Tourist Rental Licences in Spain: VUT Used to Be Enough. Not Anymore.
- 1 day ago
- 3 min read
If you’re planning a short-term rental on the Costa del Sol, the rules have become a lot more “layered” than they used to be. In Andalusia, VUT registration is still the foundation — but today, it’s not the only thing that matters.
Below is the updated reality, in the same practical, “what you actually need to do” way.

The “old world”: VUT tourist licence was the key step
Traditionally, Andalusia’s tourist rentals operated around one main requirement: VUT/VFT registration (commonly called “the VUT number” and on the platforms now called "Regional Tourist Licence" ). It’s typically obtained via a declaración responsable process with the Junta de Andalucía.
That is still essential — but major changes came after that.
What changed from 3 April 2025: “Express approval” by the community (3/5)
From 3 April 2025, Spain’s Horizontal Property framework introduced a much clearer rule for new tourist rentals: you generally need express approval from the community of owners, adopted with the double qualified majority of 3/5 of owners AND 3/5 of participation quotas.
Why this matters in practice:
“No one complained” is not a strategy anymore.
Communities gained stronger tools to approve, limit, condition — or effectively block — new tourist rental activity (depending on how decisions and documentation are handled).
The newer requirement: NRUA / NRA (Registro Único) — the “national” registration number
On top of regional rules, Spain introduced a national registration system for short-term rentals via Real Decreto 1312/2024: the Registro Único and the Ventanilla Única Digital. The identifier you get is often referred to as NRUA / NRA (you’ll see both labels used) and is also called National Tourist Licence.
The system becomes “fully active” and platforms start enforcing it from 1 July 2025 (this is the date most owners feel the change).
Requests are processed through the Colegio de Registradores / Registro de la Propiedad channels, and they even provide step-by-step official guidance for the application flow.
The “make-or-break” point: community statutes can trigger a denial by the Land Registry
Here’s where many owners get surprised.
Even if you’re confident about the regional (VUT) side, the Land Registry can still refuse to issue/assign the NRUA/NRA when there are registered restrictions — especially community statutes (estatutos) that prohibit certain uses/activities, and those restrictions are properly recorded.
In other words:
It’s not only about “getting the number”.
It’s about whether the property’s legal/registry reality allows it.
That’s why reviewing community statutes + any registered clauses + the way the community has voted and recorded decisions is no longer optional if you want a clean, scalable operation.
You need both numbers for Airbnb and Booking.com
If your goal is to run properly and publish confidently on the major platforms, today you should assume you’ll need:
VUT (regional, Andalusia), and
NRUA/NRA (national Registro Único number).
From mid-2025 onwards, the direction is clear: platforms and authorities are moving toward “no valid identifiers = no compliant listing.”
Don’t gamble with compliance — outsource it to specialists
The framework has shifted from “one registration and you’re done” to a multi-layer system: region + state + community + land registry reality.
If you want this handled properly from day one, work with professionals who do this every week — not once in a lifetime. At Perfect Property Solutions we manage 40+ properties that meet the current criteria, and we can guide you through the full compliance path (including community/statute checks) so you can focus on performance, not paperwork.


**WHAT THE TASK ASKS**
Exact copy, pictures excluded: print the lines from the one with "Describe the element" through the final line of the records.

Stored items:
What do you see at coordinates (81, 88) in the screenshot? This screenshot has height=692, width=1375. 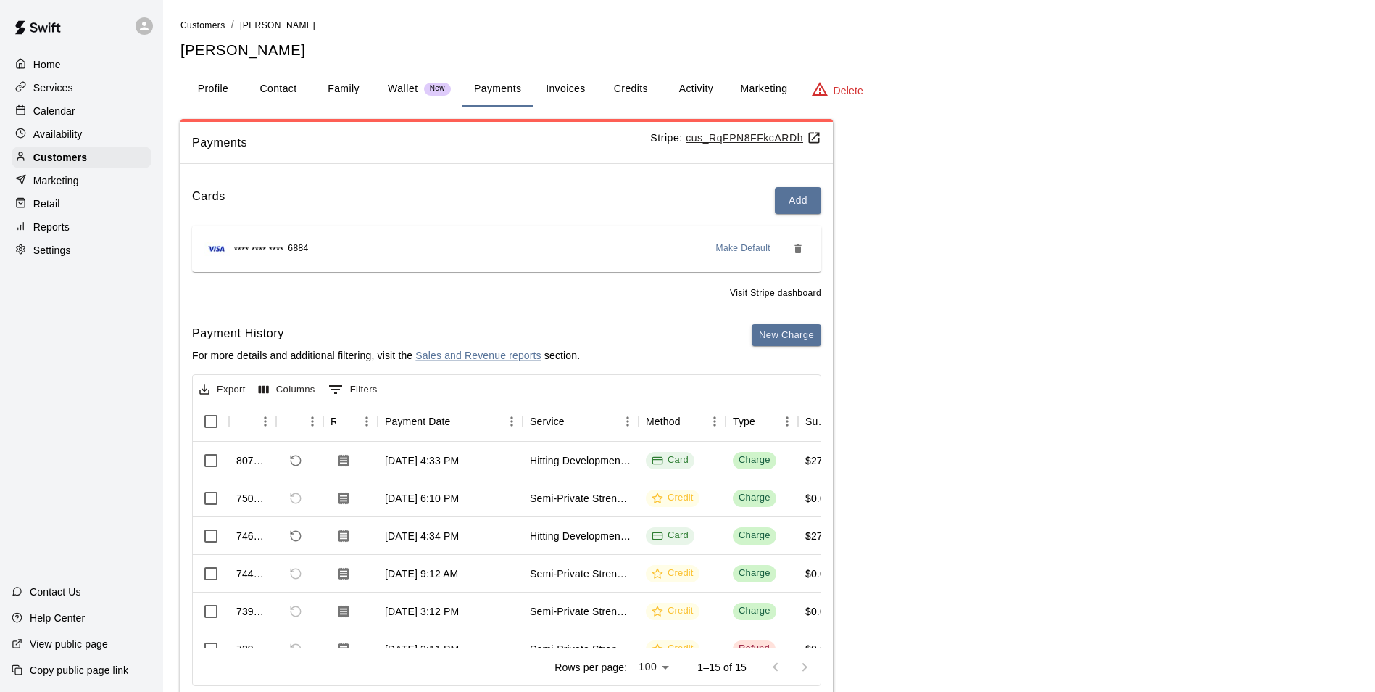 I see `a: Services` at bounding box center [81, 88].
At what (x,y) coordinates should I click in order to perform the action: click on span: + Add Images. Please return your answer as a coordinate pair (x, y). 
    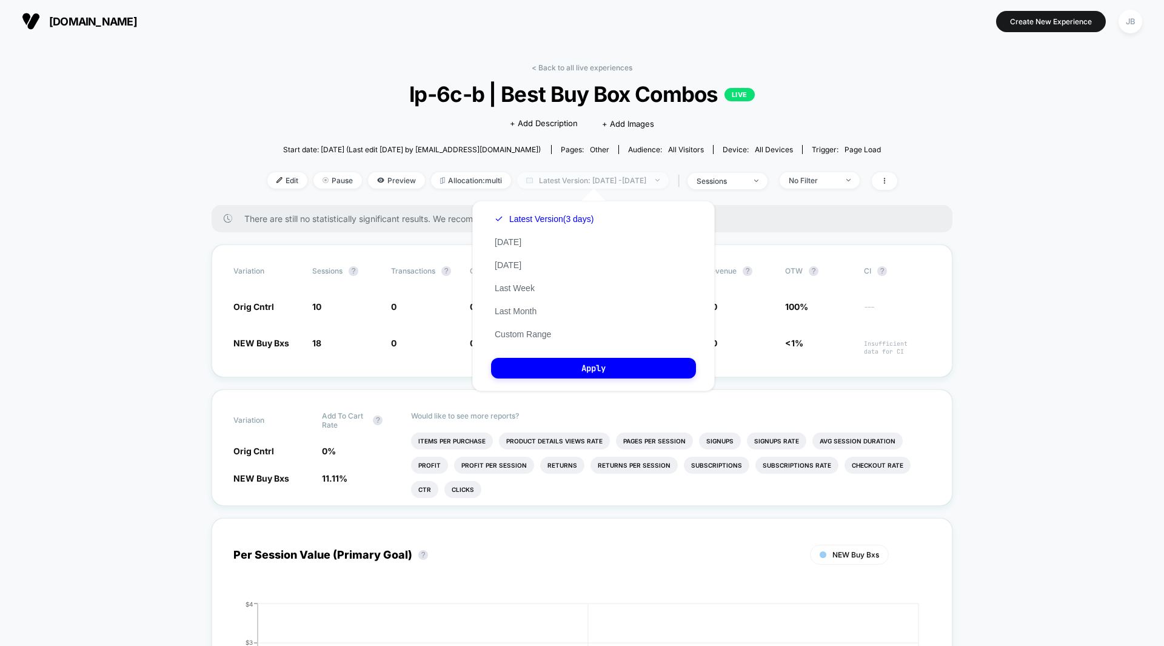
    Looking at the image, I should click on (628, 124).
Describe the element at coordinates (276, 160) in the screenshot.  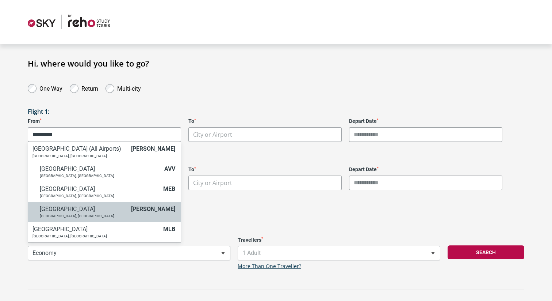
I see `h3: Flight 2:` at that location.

**REPLY**
Describe the element at coordinates (276, 160) in the screenshot.  
I see `h3: Flight 2:` at that location.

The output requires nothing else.